In his speech to the Labour party annual conference in 1999 the prime minister spoke movingly about the differing life chances of two fictional children born on the same day. It was a story everyone recognised. One child born into a secure and prosperous family, where education and personal advancement were valued and university and a career were assumed.
The second child, born to a single parent, struggling to make ends meet, underachieved academically and slowly drifted into a life of crime. It may have been just a metaphor in a speech, but look beyond that and you come up with the greatest challenge facing modern progressive governments: the persistence of stark social inequalities in the life chances of children.
According to government figures, there are currently 649,000 sixteen to 24 year-olds in the UK who are economically inactive and not in full-time education. 405,000 more young people are unemployed and 10,000 fifteen year-olds are ‘missing’ from schools in England and are not accounted for anywhere else. These are young people who, despite government innovations like Connexions and the New Deal, remain disconnected from mainstream society and are consequently at risk of long-term poverty and possible offending.
The multi-faceted social exclusion experienced by disadvantaged young people is well documented. Almost four percent of sixteen to 24 year-olds offend. One in 20 sixteen to 24 year-olds have used class A drugs in the last twelve months. Approximately 50,000 young people in the UK are taking anti-depressants and 96 percent of eleven to fifteen year-olds surveyed by The Howard League for Penal Reform have been victims of crime.
Too often young people are being held back from achieving their ambitions by a lack of confidence, low motivation, a lack of suitable job opportunities and early parenthood.
A recent report published by the Prince’s Trust sets out the reality of life for the young people in Tony Blair’s analogy. The Trust asked 888 young people (782 categorised as disadvantaged and a control group of 106 young people who were not considered disadvantaged) about their aspirations, the barriers they faced and about how they wanted services provided to them.
The most striking aspect of the research was that disadvantaged young people expressed the same simple hopes and aspirations as their more privileged peers. They wanted a family, an interesting job and sufficient income to support their lifestyle. Beyond this, they wanted a nice home, the ability to make their own choices in life, and to have friends. Researchers found that these aspirations shift with age and maturity, and were not related to social inclusion. Those aged fourteen to seventeen placed greater emphasis on work and material achievements, while those aged eighteen to 25 focused on relationships and self-fulfilment.
What does separate disadvantaged young people from their mainstream peers is a tendency to favour short-term, tangible financial benefits (for example low-paid, short-term employment or state benefits) without recognising the long-term implications of leaving school without qualifications. Too often the difference between the two groups is that disadvantaged young people may not enjoy either the encouragement or the continuing financial support of parents necessary to think about their lives in a long-term way.
This is why the roll out of education maintenance allowances should be warmly welcomed. The pilots achieved a six percent increase in the number of eligible young people staying on at school. If this is replicated nationally, just under 20,000 more young people might give further education a chance.
Young people have simple and universal aspirations. Too often in the past, the services provided to the disadvantaged were stigmatising and take-up was too low. The challenge for a third-term Labour government is to give excluded children and young people a genuine chance to work, get an education, and live a happy and fulfilling life. Since 1997, there has been progress. But more must be done to ensure universal services are tailored to individual need, giving every child the best possible start in life.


WORK TO COMPLETE => Your answer should be one number: the count of lines below that contain "dxdy".

Extracted records
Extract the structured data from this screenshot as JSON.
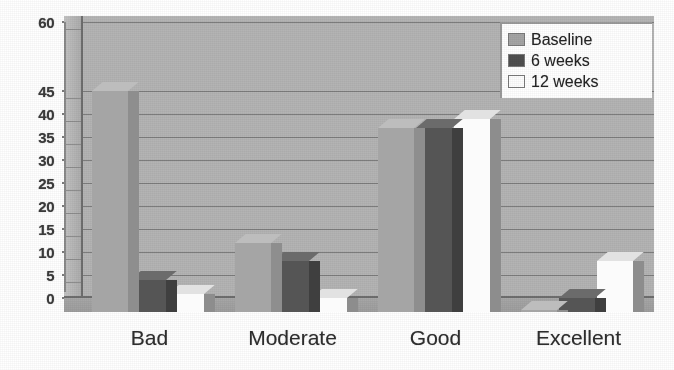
{
  "chart_data": {
    "type": "bar",
    "title": "",
    "subtitle": "",
    "xlabel": "",
    "ylabel": "",
    "categories": [
      "Bad",
      "Moderate",
      "Good",
      "Excellent"
    ],
    "series": [
      {
        "name": "Baseline",
        "color": "#a5a5a5",
        "values": [
          48,
          15,
          40,
          0.5
        ]
      },
      {
        "name": "6 weeks",
        "color": "#4f4f4f",
        "values": [
          7,
          11,
          40,
          3
        ]
      },
      {
        "name": "12 weeks",
        "color": "#fdfdfd",
        "values": [
          4,
          3,
          42,
          11
        ]
      }
    ],
    "ylim": [
      0,
      60
    ],
    "yticks": [
      0,
      5,
      10,
      15,
      20,
      25,
      30,
      35,
      40,
      45,
      60
    ],
    "ytick_labels": [
      "0",
      "5",
      "10",
      "15",
      "20",
      "25",
      "30",
      "35",
      "40",
      "45",
      "60"
    ],
    "grid": true,
    "grid_axis": "y",
    "legend_position": "top-right",
    "style": "3d-column-grayscale",
    "annotations": []
  },
  "legend": {
    "items": [
      {
        "label": "Baseline",
        "swatch": "legend-swatch-baseline"
      },
      {
        "label": "6 weeks",
        "swatch": "legend-swatch-6-weeks"
      },
      {
        "label": "12 weeks",
        "swatch": "legend-swatch-12-weeks"
      }
    ]
  },
  "colors": {
    "baseline": "#a5a5a5",
    "six_weeks": "#4f4f4f",
    "twelve_weeks": "#fdfdfd",
    "plot_background": "#b4b4b4",
    "gridline": "#7d7d7d",
    "axis": "#6e6e6e",
    "text": "#2e2e2e"
  }
}
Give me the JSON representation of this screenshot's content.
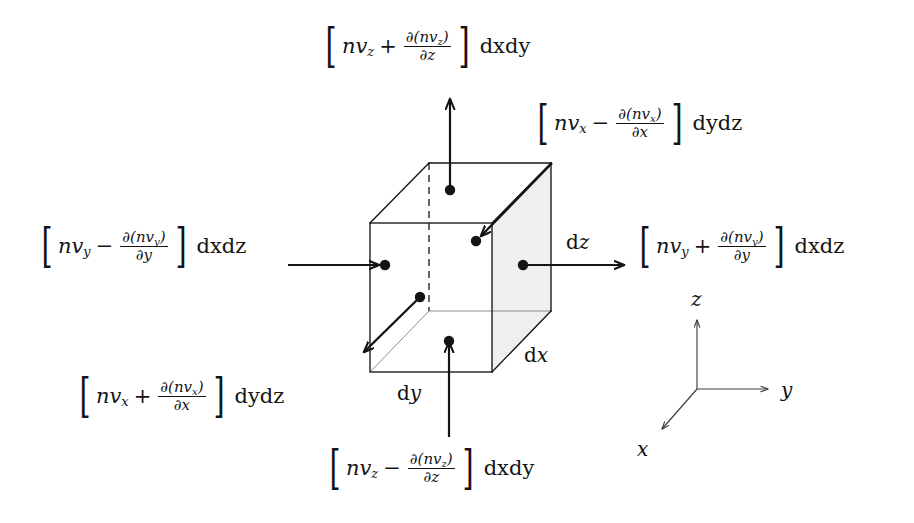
{
  "figure": {
    "type": "physics-diagram",
    "background_color": "#ffffff",
    "stroke_color": "#141414",
    "shade_color": "#efefef"
  },
  "flux_labels": {
    "top": {
      "id": "flux-top",
      "symbol": "nv",
      "symbol_sub": "z",
      "operator": "+",
      "numerator": "∂(nv",
      "numerator_sub": "z",
      "numerator_close": ")",
      "denominator": "∂z",
      "tail": "dxdy",
      "text": "[nv_z + ∂(nv_z)/∂z] dxdy"
    },
    "top_right": {
      "id": "flux-top-right",
      "symbol": "nv",
      "symbol_sub": "x",
      "operator": "−",
      "numerator": "∂(nv",
      "numerator_sub": "x",
      "numerator_close": ")",
      "denominator": "∂x",
      "tail": "dydz",
      "text": "[nv_x − ∂(nv_x)/∂x] dydz"
    },
    "left": {
      "id": "flux-left",
      "symbol": "nv",
      "symbol_sub": "y",
      "operator": "−",
      "numerator": "∂(nv",
      "numerator_sub": "y",
      "numerator_close": ")",
      "denominator": "∂y",
      "tail": "dxdz",
      "text": "[nv_y − ∂(nv_y)/∂y] dxdz"
    },
    "right": {
      "id": "flux-right",
      "symbol": "nv",
      "symbol_sub": "y",
      "operator": "+",
      "numerator": "∂(nv",
      "numerator_sub": "y",
      "numerator_close": ")",
      "denominator": "∂y",
      "tail": "dxdz",
      "text": "[nv_y + ∂(nv_y)/∂y] dxdz"
    },
    "bottom_left": {
      "id": "flux-bottom-left",
      "symbol": "nv",
      "symbol_sub": "x",
      "operator": "+",
      "numerator": "∂(nv",
      "numerator_sub": "x",
      "numerator_close": ")",
      "denominator": "∂x",
      "tail": "dydz",
      "text": "[nv_x + ∂(nv_x)/∂x] dydz"
    },
    "bottom": {
      "id": "flux-bottom",
      "symbol": "nv",
      "symbol_sub": "z",
      "operator": "−",
      "numerator": "∂(nv",
      "numerator_sub": "z",
      "numerator_close": ")",
      "denominator": "∂z",
      "tail": "dxdy",
      "text": "[nv_z − ∂(nv_z)/∂z] dxdy"
    }
  },
  "dimension_labels": {
    "dz": {
      "prefix": "d",
      "var": "z",
      "text": "dz"
    },
    "dx": {
      "prefix": "d",
      "var": "x",
      "text": "dx"
    },
    "dy": {
      "prefix": "d",
      "var": "y",
      "text": "dy"
    }
  },
  "axes": {
    "z": {
      "label": "z",
      "direction": "up"
    },
    "y": {
      "label": "y",
      "direction": "right"
    },
    "x": {
      "label": "x",
      "direction": "down-left"
    }
  }
}
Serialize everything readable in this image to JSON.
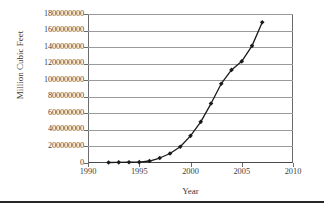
{
  "chart_data": {
    "type": "line",
    "title": "",
    "xlabel": "Year",
    "ylabel": "Million Cubic Feet",
    "xlim": [
      1990,
      2010
    ],
    "ylim": [
      0,
      1800000000
    ],
    "grid": true,
    "legend": null,
    "x_ticks": [
      "1990",
      "1995",
      "2000",
      "2005",
      "2010"
    ],
    "x_tick_values": [
      1990,
      1995,
      2000,
      2005,
      2010
    ],
    "y_ticks": [
      "0",
      "200000000",
      "400000000",
      "600000000",
      "800000000",
      "1000000000",
      "1200000000",
      "1400000000",
      "1600000000",
      "1800000000"
    ],
    "y_tick_values": [
      0,
      200000000,
      400000000,
      600000000,
      800000000,
      1000000000,
      1200000000,
      1400000000,
      1600000000,
      1800000000
    ],
    "marker": "diamond",
    "marker_color": "#1a1a1a",
    "line_color": "#1a1a1a",
    "x": [
      1992,
      1993,
      1994,
      1995,
      1996,
      1997,
      1998,
      1999,
      2000,
      2001,
      2002,
      2003,
      2004,
      2005,
      2006,
      2007
    ],
    "values": [
      6000000,
      8000000,
      9000000,
      10000000,
      24000000,
      60000000,
      115000000,
      196000000,
      328000000,
      497000000,
      718000000,
      958000000,
      1125000000,
      1228000000,
      1415000000,
      1700000000
    ],
    "series": [
      {
        "name": "Million Cubic Feet",
        "values": [
          6000000,
          8000000,
          9000000,
          10000000,
          24000000,
          60000000,
          115000000,
          196000000,
          328000000,
          497000000,
          718000000,
          958000000,
          1125000000,
          1228000000,
          1415000000,
          1700000000
        ]
      }
    ]
  }
}
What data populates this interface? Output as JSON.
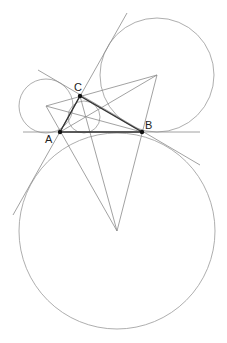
{
  "diagram": {
    "title": "",
    "points": {
      "A": {
        "label": "A",
        "x": 60,
        "y": 132
      },
      "B": {
        "label": "B",
        "x": 142,
        "y": 132
      },
      "C": {
        "label": "C",
        "x": 80,
        "y": 96
      }
    },
    "excenters": {
      "Ia": {
        "x": 46,
        "y": 106,
        "r": 27
      },
      "Ic": {
        "x": 157,
        "y": 75,
        "r": 57
      },
      "Ib": {
        "x": 117,
        "y": 231,
        "r": 98
      }
    },
    "incircle": {
      "x": 84,
      "y": 117,
      "r": 16
    },
    "colors": {
      "lines": "#8a8a8a",
      "circles": "#999999",
      "triangle": "#333333",
      "points": "#111111"
    }
  }
}
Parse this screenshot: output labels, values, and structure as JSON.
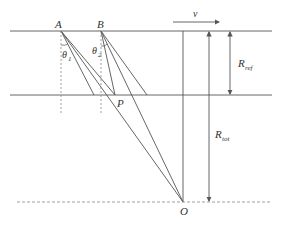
{
  "diagram": {
    "labels": {
      "A": "A",
      "B": "B",
      "P": "P",
      "O": "O",
      "theta1_main": "θ",
      "theta1_sub": "1",
      "theta2_main": "θ",
      "theta2_sub": "2",
      "v": "v",
      "R_ref_main": "R",
      "R_ref_sub": "ref",
      "R_tot_main": "R",
      "R_tot_sub": "tot"
    },
    "colors": {
      "line": "#555555",
      "dashed": "#888888",
      "text": "#333333"
    }
  }
}
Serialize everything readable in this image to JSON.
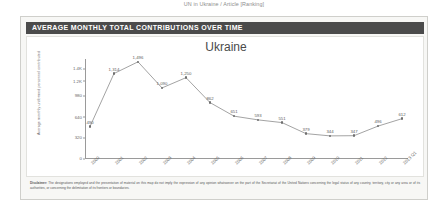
{
  "top_caption": "UN in Ukraine / Article [Ranking]",
  "card": {
    "header_title": "AVERAGE MONTHLY TOTAL CONTRIBUTIONS OVER TIME"
  },
  "footer": {
    "label": "Disclaimer:",
    "text": " The designations employed and the presentation of material on this map do not imply the expression of any opinion whatsoever on the part of the Secretariat of the United Nations concerning the legal status of any country, territory, city or any area or of its authorities, or concerning the delimitation of its frontiers or boundaries."
  },
  "chart_data": {
    "type": "line",
    "title": "Ukraine",
    "xlabel": "",
    "ylabel": "Average monthly uniformed personnel contributed",
    "ylim": [
      0,
      1540
    ],
    "yticks": [
      "0",
      "320",
      "640",
      "980",
      "1.2K",
      "1.4K"
    ],
    "ytick_values": [
      0,
      320,
      640,
      980,
      1200,
      1400
    ],
    "grid": false,
    "legend": "none",
    "categories": [
      "2000",
      "2001",
      "2002",
      "2003",
      "2004",
      "2005",
      "2006",
      "2007",
      "2008",
      "2009",
      "2010",
      "2011",
      "2012",
      "2013 Q1"
    ],
    "values": [
      490,
      1314,
      1496,
      1090,
      1250,
      862,
      651,
      593,
      551,
      379,
      344,
      347,
      496,
      612
    ],
    "value_labels": [
      "490",
      "1,314",
      "1,496",
      "1,090",
      "1,250",
      "862",
      "651",
      "593",
      "551",
      "379",
      "344",
      "347",
      "496",
      "612"
    ],
    "line_color": "#8c8c8c",
    "marker_color": "#6f6f6f"
  }
}
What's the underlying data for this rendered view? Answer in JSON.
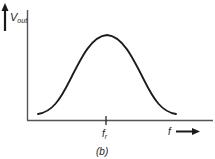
{
  "diagram": {
    "type": "resonance-curve",
    "y_axis": {
      "label": "V",
      "label_sub": "out"
    },
    "x_axis": {
      "label": "f"
    },
    "marker": {
      "label": "f",
      "label_sub": "r"
    },
    "caption": "(b)",
    "colors": {
      "line": "#1a1a1a",
      "axis": "#555555",
      "background": "#ffffff"
    }
  }
}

REPLY => 4